Firing 50,000 volts of electricity into a person's body is an extreme measure, but at least it's better than a bullet. That may be the ultimate lesson to draw from the experiences of police departments that have issued Taser guns to their officers.

The number of people killed by police in Seattle, Miami, Phoenix, and other cities has fallen dramatically, in part, it seems, because officers in those cities have been relying on Taser guns when, in the past, they might have used deadly force.

But as the Taser spreads rapidly, it is raising questions about whether the weapon, which can also be applied directly to the skin as a stun gun, could be abused by the police. The Taser zaps suspects with 50,000 volts of electricity, disabling them for five seconds at a time. Critics say the weapon is ripe for abuse because the shock leaves no obvious mark, other than what looks like a small bee sting. Human rights groups in the United States and abroad have called Tasers potential instruments of torture.

Incidents of abuse are not unknown. A man in Las Vegas died last month after being shot with a Taser four or five times. Here's what his cousin saw:

"He was on the ground," Ms. Bell said in a telephone interview. "He had two pairs of handcuffs on him, and I didn't know the Taser was being used until I heard him screaming. He kept screaming and screaming, saying, `Oh God, Jesus, please no.' He was screaming in pain, he was hurt and he didn't resist."

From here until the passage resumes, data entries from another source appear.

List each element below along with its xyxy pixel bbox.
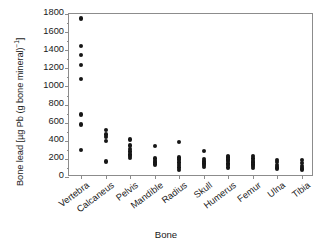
y-axis-tick-labels: 020040060080010001200140016001800 [28, 0, 64, 188]
y-axis-minor-tick [67, 114, 70, 115]
y-axis-minor-tick [67, 41, 70, 42]
x-axis-tick-labels: VertebraCalcaneusPelvisMandibleRadiusSku… [68, 176, 313, 226]
y-axis-title-wrap: Bone lead [µg Pb (g bone mineral)−1] [0, 0, 20, 188]
data-point [202, 165, 206, 169]
y-axis-title-main: Bone lead [µg Pb (g bone mineral) [15, 48, 25, 187]
y-axis-minor-tick [67, 59, 70, 60]
data-point [251, 166, 255, 170]
y-axis-tick-label: 1800 [30, 8, 64, 17]
y-axis-minor-tick [67, 96, 70, 97]
data-point [177, 168, 181, 172]
y-axis-tick [65, 50, 69, 51]
y-axis-tick [65, 68, 69, 69]
data-point [153, 144, 157, 148]
plot-area [68, 13, 313, 176]
data-point [300, 167, 304, 171]
scatter-chart-figure: Bone lead [µg Pb (g bone mineral)−1] 020… [0, 0, 332, 250]
y-axis-minor-tick [67, 132, 70, 133]
data-point [275, 166, 279, 170]
y-axis-tick-label: 0 [30, 171, 64, 180]
data-point [79, 63, 83, 67]
data-point [104, 159, 108, 163]
data-point [79, 77, 83, 81]
data-point [128, 156, 132, 160]
y-axis-tick-label: 600 [30, 117, 64, 126]
y-axis-minor-tick [67, 23, 70, 24]
data-point [79, 53, 83, 57]
data-point [202, 149, 206, 153]
y-axis-tick [65, 123, 69, 124]
data-point [79, 112, 83, 116]
y-axis-tick [65, 32, 69, 33]
y-axis-tick [65, 86, 69, 87]
data-point [79, 148, 83, 152]
data-point [153, 162, 157, 166]
y-axis-tick-label: 800 [30, 99, 64, 108]
y-axis-minor-tick [67, 150, 70, 151]
data-point [104, 139, 108, 143]
y-axis-tick-label: 1200 [30, 63, 64, 72]
y-axis-minor-tick [67, 77, 70, 78]
y-axis-tick-label: 400 [30, 135, 64, 144]
data-point [128, 137, 132, 141]
data-point [79, 16, 83, 20]
y-axis-minor-tick [67, 168, 70, 169]
y-axis-tick [65, 105, 69, 106]
y-axis-tick-label: 200 [30, 153, 64, 162]
y-axis-tick [65, 159, 69, 160]
data-point [79, 44, 83, 48]
y-axis-title: Bone lead [µg Pb (g bone mineral)−1] [13, 38, 25, 186]
y-axis-tick [65, 14, 69, 15]
y-axis-tick-label: 1400 [30, 45, 64, 54]
data-point [79, 122, 83, 126]
y-axis-tick-label: 1600 [30, 27, 64, 36]
data-point [226, 165, 230, 169]
y-axis-tick-label: 1000 [30, 81, 64, 90]
x-axis-title: Bone [0, 229, 332, 240]
y-axis-title-tail: ] [15, 38, 25, 40]
y-axis-tick [65, 141, 69, 142]
data-point [177, 140, 181, 144]
y-axis-title-exponent: −1 [13, 40, 20, 47]
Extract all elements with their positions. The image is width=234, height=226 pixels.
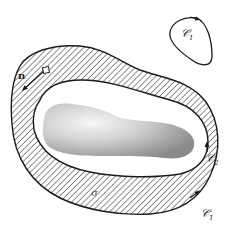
diagram-canvas: 𝒞1 𝒞1 𝒞2 n σ [0,0,234,226]
label-normal-n: n [18,70,26,81]
label-region-sigma: σ [91,187,99,198]
diagram-svg: 𝒞1 𝒞1 𝒞2 n σ [0,0,234,226]
surface-element-square-icon [43,67,50,74]
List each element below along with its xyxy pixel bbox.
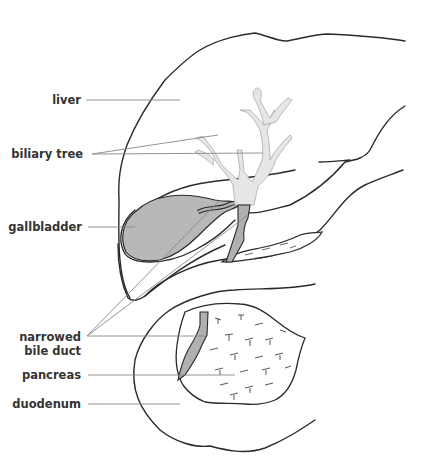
biliary-tree: [195, 88, 292, 205]
label-gallbladder: gallbladder: [8, 220, 82, 234]
label-biliary-tree: biliary tree: [11, 147, 83, 161]
label-liver: liver: [52, 93, 81, 107]
label-duodenum: duodenum: [12, 397, 81, 411]
label-pancreas: pancreas: [22, 368, 81, 382]
label-bile-duct: bile duct: [24, 344, 81, 358]
label-narrowed: narrowed: [19, 330, 81, 344]
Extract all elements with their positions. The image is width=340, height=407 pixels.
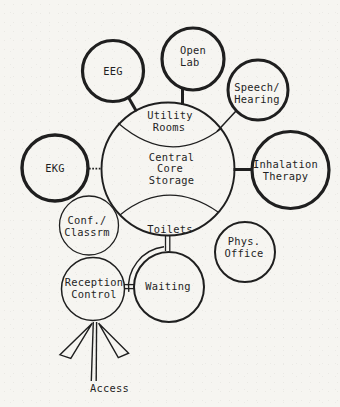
access-arrows bbox=[60, 322, 129, 381]
bubble-diagram: EEG Open Lab Speech/ Hearing EKG Inhalat… bbox=[0, 0, 340, 407]
ekg-label: EKG bbox=[45, 162, 65, 174]
access-arrow-right bbox=[99, 323, 129, 357]
central-core-label-line3: Storage bbox=[149, 174, 195, 186]
central-core-label-line2: Core bbox=[157, 162, 183, 174]
waiting-label: Waiting bbox=[145, 280, 191, 292]
inhalation-therapy-label-line2: Therapy bbox=[263, 170, 309, 182]
utility-rooms-label-line1: Utility bbox=[147, 109, 193, 121]
speech-hearing-label-line1: Speech/ bbox=[234, 81, 280, 93]
reception-control-label-line2: Control bbox=[71, 288, 117, 300]
inhalation-therapy-label-line1: Inhalation bbox=[253, 158, 318, 170]
access-label: Access bbox=[90, 382, 129, 394]
phys-office-label-line1: Phys. bbox=[228, 235, 261, 247]
conf-classrm-label-line2: Classrm bbox=[64, 226, 110, 238]
open-lab-label-line2: Lab bbox=[180, 56, 200, 68]
eeg-connector bbox=[128, 97, 137, 112]
speech-hearing-label-line2: Hearing bbox=[234, 93, 280, 105]
toilets-label: Toilets bbox=[147, 223, 193, 235]
toilets-zone-arc bbox=[120, 195, 218, 215]
speech-hearing-connector bbox=[217, 111, 236, 132]
access-arrow-left bbox=[60, 323, 92, 358]
scanned-page: EEG Open Lab Speech/ Hearing EKG Inhalat… bbox=[0, 0, 340, 407]
conf-classrm-label-line1: Conf./ bbox=[67, 214, 106, 226]
open-lab-label-line1: Open bbox=[180, 44, 206, 56]
eeg-label: EEG bbox=[103, 65, 123, 77]
phys-office-label-line2: Office bbox=[224, 247, 263, 259]
reception-control-label-line1: Reception bbox=[65, 276, 124, 288]
utility-rooms-label-line2: Rooms bbox=[153, 121, 186, 133]
access-shaft-left bbox=[91, 322, 93, 381]
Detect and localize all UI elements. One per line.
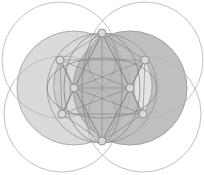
- vertex-node-mid-left: middle left vertex: [70, 84, 78, 92]
- vertex-node-lower-left: lower left vertex: [58, 110, 66, 118]
- vertex-node-lower-right: lower right vertex: [139, 110, 147, 118]
- geometry-svg: Overlapping circles geometric constructi…: [0, 0, 204, 175]
- vertex-node-top: top vertex: [98, 29, 106, 37]
- vertex-node-upper-right: upper right vertex: [141, 56, 149, 64]
- geometric-figure-canvas: Overlapping circles geometric constructi…: [0, 0, 204, 175]
- vertex-node-upper-left: upper left vertex: [56, 56, 64, 64]
- vertex-node-bottom: bottom vertex: [98, 137, 106, 145]
- vertex-node-mid-right: middle right vertex: [126, 84, 134, 92]
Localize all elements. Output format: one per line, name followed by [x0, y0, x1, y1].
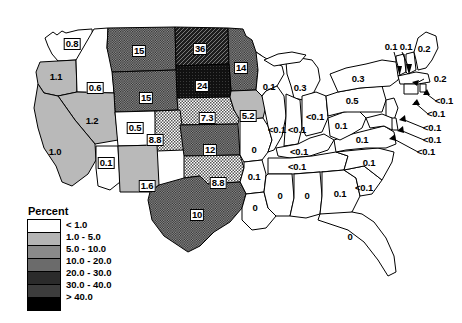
legend-label-5-10: 5.0 - 10.0: [66, 243, 111, 255]
legend-label-20-30: 20.0 - 30.0: [66, 267, 111, 279]
label-nv: 1.2: [86, 116, 99, 126]
label-wy: 15: [139, 92, 153, 104]
legend-label-lt1: < 1.0: [66, 219, 111, 231]
label-va: 0.1: [356, 135, 369, 145]
legend-title: Percent: [28, 205, 151, 217]
label-ut: 0.5: [127, 122, 144, 134]
label-ar: 0.1: [248, 172, 261, 182]
label-ms: 0: [277, 191, 282, 201]
legend-swatch-lt1: [28, 220, 60, 233]
label-nh: 0.1: [400, 42, 413, 52]
choropleth-map-figure: 0.8 1.1 0.6 1.2 1.0 0.5 0.1 15 15 8.8 1.…: [0, 0, 462, 323]
label-fl: 0: [347, 232, 352, 242]
legend-label-1-5: 1.0 - 5.0: [66, 231, 111, 243]
label-ma: 0.2: [434, 74, 447, 84]
legend-label-gt40: > 40.0: [66, 291, 111, 303]
label-md: <0.1: [417, 147, 435, 157]
legend-swatch-30-40: [28, 285, 60, 298]
label-ia: 5.2: [240, 110, 257, 122]
label-ct: <0.1: [427, 109, 445, 119]
legend-swatch-1-5: [28, 233, 60, 246]
label-mo: 0: [251, 145, 256, 155]
label-ky: <0.1: [290, 147, 308, 157]
label-nc: 0.1: [363, 158, 376, 168]
legend-label-10-20: 10.0 - 20.0: [66, 255, 111, 267]
label-ok: 8.8: [210, 177, 227, 189]
label-me: 0.2: [418, 44, 431, 54]
legend-swatch-20-30: [28, 272, 60, 285]
label-ga: 0.1: [334, 189, 347, 199]
label-al: 0: [304, 191, 309, 201]
label-oh: <0.1: [306, 112, 324, 122]
label-tn: <0.1: [288, 162, 306, 172]
label-mn: 14: [234, 62, 248, 74]
label-vt: 0.1: [385, 42, 398, 52]
legend-swatch-5-10: [28, 246, 60, 259]
label-la: 0: [252, 203, 257, 213]
label-in: <0.1: [288, 125, 306, 135]
label-wa: 0.8: [64, 38, 81, 50]
label-tx: 10: [190, 209, 204, 221]
label-ne: 7.3: [199, 112, 216, 124]
label-sc: <0.1: [355, 183, 373, 193]
legend-swatch-column: [27, 219, 61, 311]
label-wi: 0.1: [263, 82, 276, 92]
label-ks: 12: [203, 144, 217, 156]
state-ct: [404, 84, 418, 94]
label-pa: 0.5: [346, 96, 359, 106]
label-wv: 0.1: [335, 121, 348, 131]
state-fl: [318, 212, 396, 276]
legend-label-30-40: 30.0 - 40.0: [66, 279, 111, 291]
label-az: 0.1: [98, 157, 115, 169]
legend: Percent < 1.0 1.0 - 5.0 5.0 - 10.0 10.0 …: [27, 205, 151, 311]
label-ny: 0.3: [352, 74, 365, 84]
label-id: 0.6: [87, 82, 104, 94]
label-de: <0.1: [423, 135, 441, 145]
state-ri: [420, 84, 426, 92]
label-or: 1.1: [50, 72, 63, 82]
label-ca: 1.0: [49, 147, 62, 157]
state-wy: [112, 70, 178, 112]
legend-text-column: < 1.0 1.0 - 5.0 5.0 - 10.0 10.0 - 20.0 2…: [66, 219, 111, 311]
label-il: <0.1: [268, 125, 286, 135]
label-sd: 24: [195, 80, 209, 92]
label-nm: 1.6: [139, 180, 156, 192]
legend-swatch-gt40: [28, 298, 60, 310]
label-co: 8.8: [147, 134, 164, 146]
label-ri: <0.1: [435, 96, 453, 106]
label-nd: 36: [193, 43, 207, 55]
state-ny: [330, 60, 402, 92]
label-nj: <0.1: [423, 123, 441, 133]
label-mi: 0.3: [294, 83, 307, 93]
label-mt: 15: [132, 45, 146, 57]
state-in: [284, 94, 302, 146]
legend-swatch-10-20: [28, 259, 60, 272]
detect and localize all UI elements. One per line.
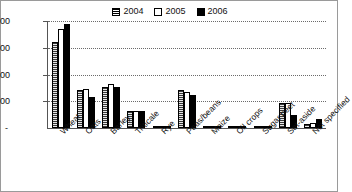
x-label-cell-2: Barley <box>98 129 123 191</box>
y-tick-mark-1 <box>43 48 47 49</box>
x-label-cell-5: Peas/beans <box>173 129 198 191</box>
x-label-cell-3: Triticale <box>123 129 148 191</box>
legend-label-2006: 2006 <box>208 7 228 16</box>
x-label-cell-10: Not specified <box>300 129 325 191</box>
bar-2006-wheat <box>64 24 70 128</box>
bar-group-wheat <box>48 21 73 128</box>
y-tick-mark-3 <box>43 101 47 102</box>
legend-swatch-2005 <box>154 8 162 16</box>
x-label-cell-7: Oil crops <box>224 129 249 191</box>
legend-label-2005: 2005 <box>165 7 185 16</box>
y-tick-label-4: - <box>5 123 8 133</box>
legend-item-2006: 2006 <box>197 7 228 16</box>
x-label-cell-8: Sugar beet <box>249 129 274 191</box>
y-tick-label-2: 10,000 <box>0 70 10 80</box>
x-label-cell-0: Wheat <box>47 129 72 191</box>
legend-item-2004: 2004 <box>112 7 143 16</box>
x-label-cell-9: Set-aside <box>274 129 299 191</box>
chart-legend: 200420052006 <box>1 7 339 16</box>
x-axis-labels: WheatOatsBarleyTriticaleRyePeas/beansMai… <box>47 129 325 191</box>
legend-label-2004: 2004 <box>123 7 143 16</box>
y-tick-label-3: 5,000 <box>0 96 10 106</box>
legend-swatch-2004 <box>112 8 120 16</box>
x-label-cell-1: Oats <box>72 129 97 191</box>
y-tick-label-1: 15,000 <box>0 43 10 53</box>
x-label-cell-4: Rye <box>148 129 173 191</box>
bar-group-triticale <box>124 21 149 128</box>
bar-group-peas-beans <box>174 21 199 128</box>
bar-group-oil-crops <box>225 21 250 128</box>
legend-swatch-2006 <box>197 8 205 16</box>
y-tick-mark-0 <box>43 21 47 22</box>
y-tick-mark-2 <box>43 75 47 76</box>
legend-item-2005: 2005 <box>154 7 185 16</box>
y-tick-label-0: 20,000 <box>0 16 10 26</box>
bar-group-barley <box>99 21 124 128</box>
x-label-cell-6: Maize <box>199 129 224 191</box>
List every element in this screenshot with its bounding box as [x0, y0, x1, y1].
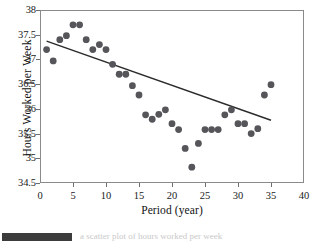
x-tick-mark: [139, 183, 140, 187]
x-tick-label: 10: [91, 190, 121, 201]
x-tick-label: 15: [124, 190, 154, 201]
x-tick-mark: [106, 183, 107, 187]
y-tick-mark: [36, 109, 40, 110]
x-tick-label: 0: [25, 190, 55, 201]
figure-scatter-hours-worked: 34.53535.53636.53737.538 051015202530354…: [0, 0, 316, 248]
plot-area: [40, 10, 304, 183]
x-tick-mark: [271, 183, 272, 187]
x-tick-mark: [205, 183, 206, 187]
y-tick-mark: [36, 59, 40, 60]
y-tick-mark: [36, 10, 40, 11]
x-tick-label: 20: [157, 190, 187, 201]
x-tick-label: 40: [289, 190, 316, 201]
y-tick-mark: [36, 183, 40, 184]
y-axis-title: Hours Worked per Week: [21, 13, 33, 183]
x-tick-label: 30: [223, 190, 253, 201]
y-tick-mark: [36, 35, 40, 36]
y-tick-mark: [36, 84, 40, 85]
x-tick-mark: [238, 183, 239, 187]
y-tick-mark: [36, 134, 40, 135]
x-tick-label: 5: [58, 190, 88, 201]
y-tick-mark: [36, 158, 40, 159]
x-axis-title: Period (year): [40, 204, 304, 216]
x-tick-mark: [73, 183, 74, 187]
x-tick-mark: [172, 183, 173, 187]
x-tick-label: 35: [256, 190, 286, 201]
x-tick-label: 25: [190, 190, 220, 201]
caption-text: a scatter plot of hours worked per week: [80, 231, 312, 242]
caption-bar: [2, 233, 72, 241]
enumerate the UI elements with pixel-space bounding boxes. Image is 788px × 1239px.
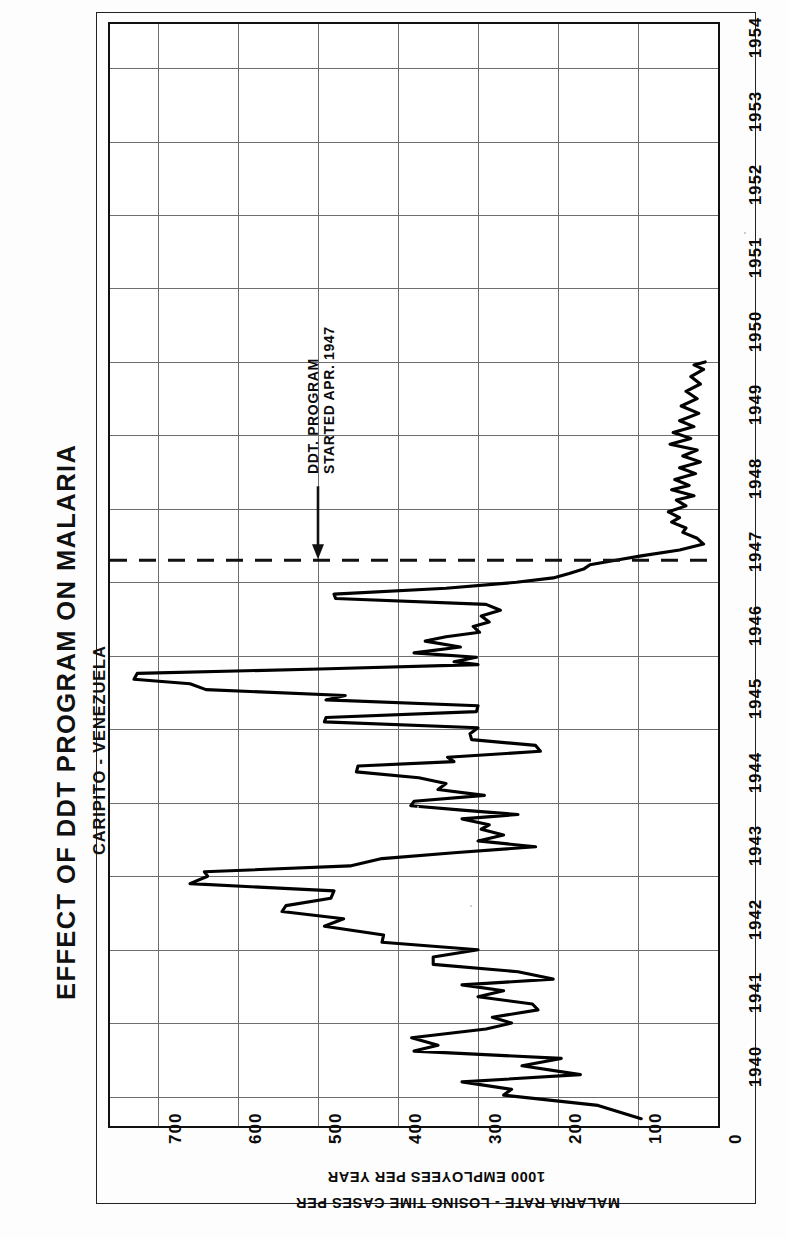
page-title: EFFECT OF DDT PROGRAM ON MALARIA	[52, 444, 81, 1000]
paper-speck	[470, 905, 472, 907]
year-tick-label-1940: 1940	[746, 1045, 765, 1086]
data-series-line	[110, 24, 718, 1126]
year-tick-label-1954: 1954	[746, 17, 765, 58]
year-tick-label-1950: 1950	[746, 311, 765, 352]
chart-page: EFFECT OF DDT PROGRAM ON MALARIA CARIPIT…	[0, 0, 788, 1239]
year-tick-label-1945: 1945	[746, 678, 765, 719]
annotation-line-2: STARTED APR. 1947	[321, 327, 337, 475]
plot-area	[108, 22, 720, 1128]
value-gridline-0	[718, 24, 719, 1126]
value-tick-label-200: 200	[566, 1113, 586, 1144]
year-tick-label-1949: 1949	[746, 384, 765, 425]
year-tick-label-1943: 1943	[746, 825, 765, 866]
year-tick-label-1944: 1944	[746, 751, 765, 792]
value-tick-label-300: 300	[486, 1113, 506, 1144]
value-axis-caption-line-2: 1000 EMPLOYEES PER YEAR	[327, 1169, 545, 1185]
year-tick-label-1951: 1951	[746, 237, 765, 278]
year-tick-label-1941: 1941	[746, 972, 765, 1013]
value-axis-caption-line-1: MALARIA RATE - LOSING TIME CASES PER	[295, 1195, 620, 1211]
year-tick-label-1953: 1953	[746, 90, 765, 131]
value-tick-label-400: 400	[406, 1113, 426, 1144]
value-tick-label-600: 600	[246, 1113, 266, 1144]
value-tick-label-500: 500	[326, 1113, 346, 1144]
paper-speck	[744, 232, 746, 234]
year-tick-label-1942: 1942	[746, 898, 765, 939]
annotation-line-1: DDT. PROGRAM	[305, 359, 321, 475]
year-tick-label-1952: 1952	[746, 164, 765, 205]
paper-speck	[417, 806, 419, 808]
value-tick-label-700: 700	[166, 1113, 186, 1144]
year-tick-label-1947: 1947	[746, 531, 765, 572]
year-tick-label-1946: 1946	[746, 604, 765, 645]
value-tick-label-0: 0	[726, 1134, 746, 1144]
value-tick-label-100: 100	[646, 1113, 666, 1144]
year-tick-label-1948: 1948	[746, 458, 765, 499]
subtitle-location: CARIPITO - VENEZUELA	[90, 645, 109, 855]
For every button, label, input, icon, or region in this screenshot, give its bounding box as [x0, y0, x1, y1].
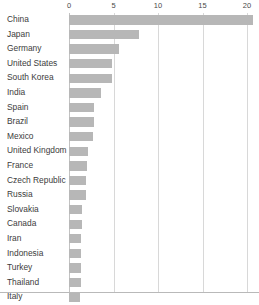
bar: [69, 205, 82, 214]
bar: [69, 161, 87, 170]
bar: [69, 15, 253, 24]
bar: [69, 88, 101, 97]
bar-rows: ChinaJapanGermanyUnited StatesSouth Kore…: [0, 13, 259, 305]
bar-row: Turkey: [0, 261, 259, 276]
bar-row: Brazil: [0, 115, 259, 130]
bar-row: Iran: [0, 232, 259, 247]
bar: [69, 292, 80, 301]
category-label: India: [7, 87, 25, 98]
bar-row: Slovakia: [0, 203, 259, 218]
bar-row: Russia: [0, 188, 259, 203]
bar: [69, 234, 81, 243]
category-label: Germany: [7, 43, 41, 54]
bar-row: Japan: [0, 28, 259, 43]
category-label: China: [7, 14, 29, 25]
x-axis-tick-label: 20: [243, 1, 251, 10]
bar: [69, 263, 81, 272]
bar-row: Canada: [0, 217, 259, 232]
bar: [69, 147, 88, 156]
x-axis-tick-label: 5: [111, 1, 115, 10]
bar: [69, 44, 119, 53]
bar-row: Mexico: [0, 130, 259, 145]
category-label: Indonesia: [7, 248, 43, 259]
bar-row: India: [0, 86, 259, 101]
bar: [69, 220, 82, 229]
bar-row: France: [0, 159, 259, 174]
category-label: Spain: [7, 102, 28, 113]
category-label: South Korea: [7, 72, 54, 83]
bar-row: South Korea: [0, 71, 259, 86]
bar-row: Czech Republic: [0, 174, 259, 189]
plot-area: ChinaJapanGermanyUnited StatesSouth Kore…: [0, 13, 259, 292]
bar: [69, 249, 81, 258]
bar: [69, 103, 94, 112]
x-axis-tick-label: 10: [154, 1, 162, 10]
bar-row: United States: [0, 57, 259, 72]
bar-row: Spain: [0, 101, 259, 116]
category-label: Slovakia: [7, 204, 39, 215]
category-label: Czech Republic: [7, 175, 66, 186]
category-label: Brazil: [7, 116, 28, 127]
category-label: Iran: [7, 233, 21, 244]
bar: [69, 59, 112, 68]
bar: [69, 132, 93, 141]
bar-row: United Kingdom: [0, 144, 259, 159]
bar: [69, 117, 94, 126]
bar-row: Thailand: [0, 276, 259, 291]
category-label: United States: [7, 58, 57, 69]
category-label: Russia: [7, 189, 33, 200]
x-axis-tick-label: 0: [67, 1, 71, 10]
category-label: Turkey: [7, 262, 32, 273]
category-label: Japan: [7, 29, 30, 40]
category-label: France: [7, 160, 33, 171]
category-label: Thailand: [7, 277, 39, 288]
category-label: Mexico: [7, 131, 34, 142]
bar: [69, 190, 86, 199]
bar: [69, 74, 112, 83]
category-label: Canada: [7, 218, 36, 229]
category-label: United Kingdom: [7, 145, 67, 156]
bottom-divider: [0, 292, 259, 293]
bar: [69, 30, 139, 39]
bar-row: China: [0, 13, 259, 28]
bar: [69, 278, 81, 287]
x-axis-tick-label: 15: [198, 1, 206, 10]
bar-row: Indonesia: [0, 247, 259, 262]
x-axis: 05101520: [0, 0, 259, 14]
bar-row: Germany: [0, 42, 259, 57]
bar: [69, 176, 86, 185]
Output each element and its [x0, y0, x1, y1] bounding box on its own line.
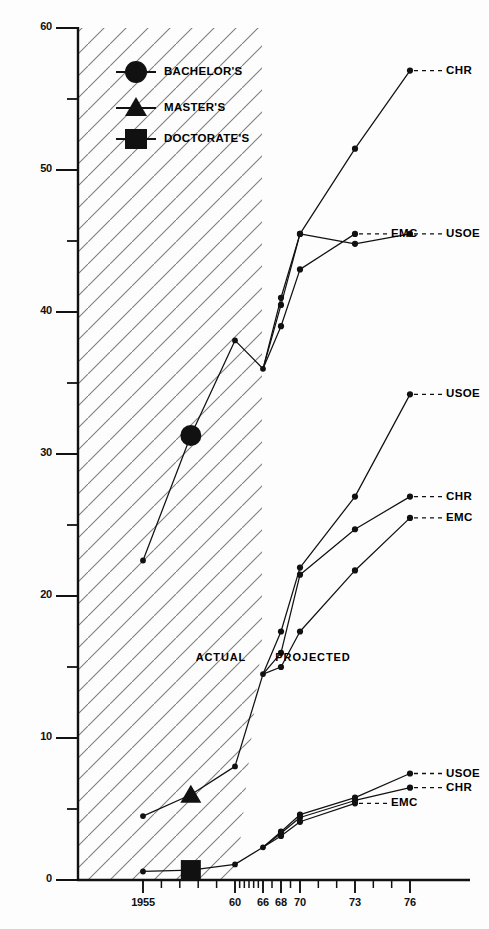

The long term effects of being zapped with 50,000 volts are unknown, and the possible lethality of the weapon is open to debate. Still, if the alternative is the use of a gun that will almost certainly cause serious injury or death, police departments should seriously consider training officers in the use of a Taser.

Police departments should vigilantly guard against the abusive use of Taser guns, just as they should guard against abuse of any kind. Policies limiting the use of Taser guns should be strictly enforced, so that officers are held accountable if they resort to a Taser gun when safer and less painful methods can safely be used to obtain an offender's compliance.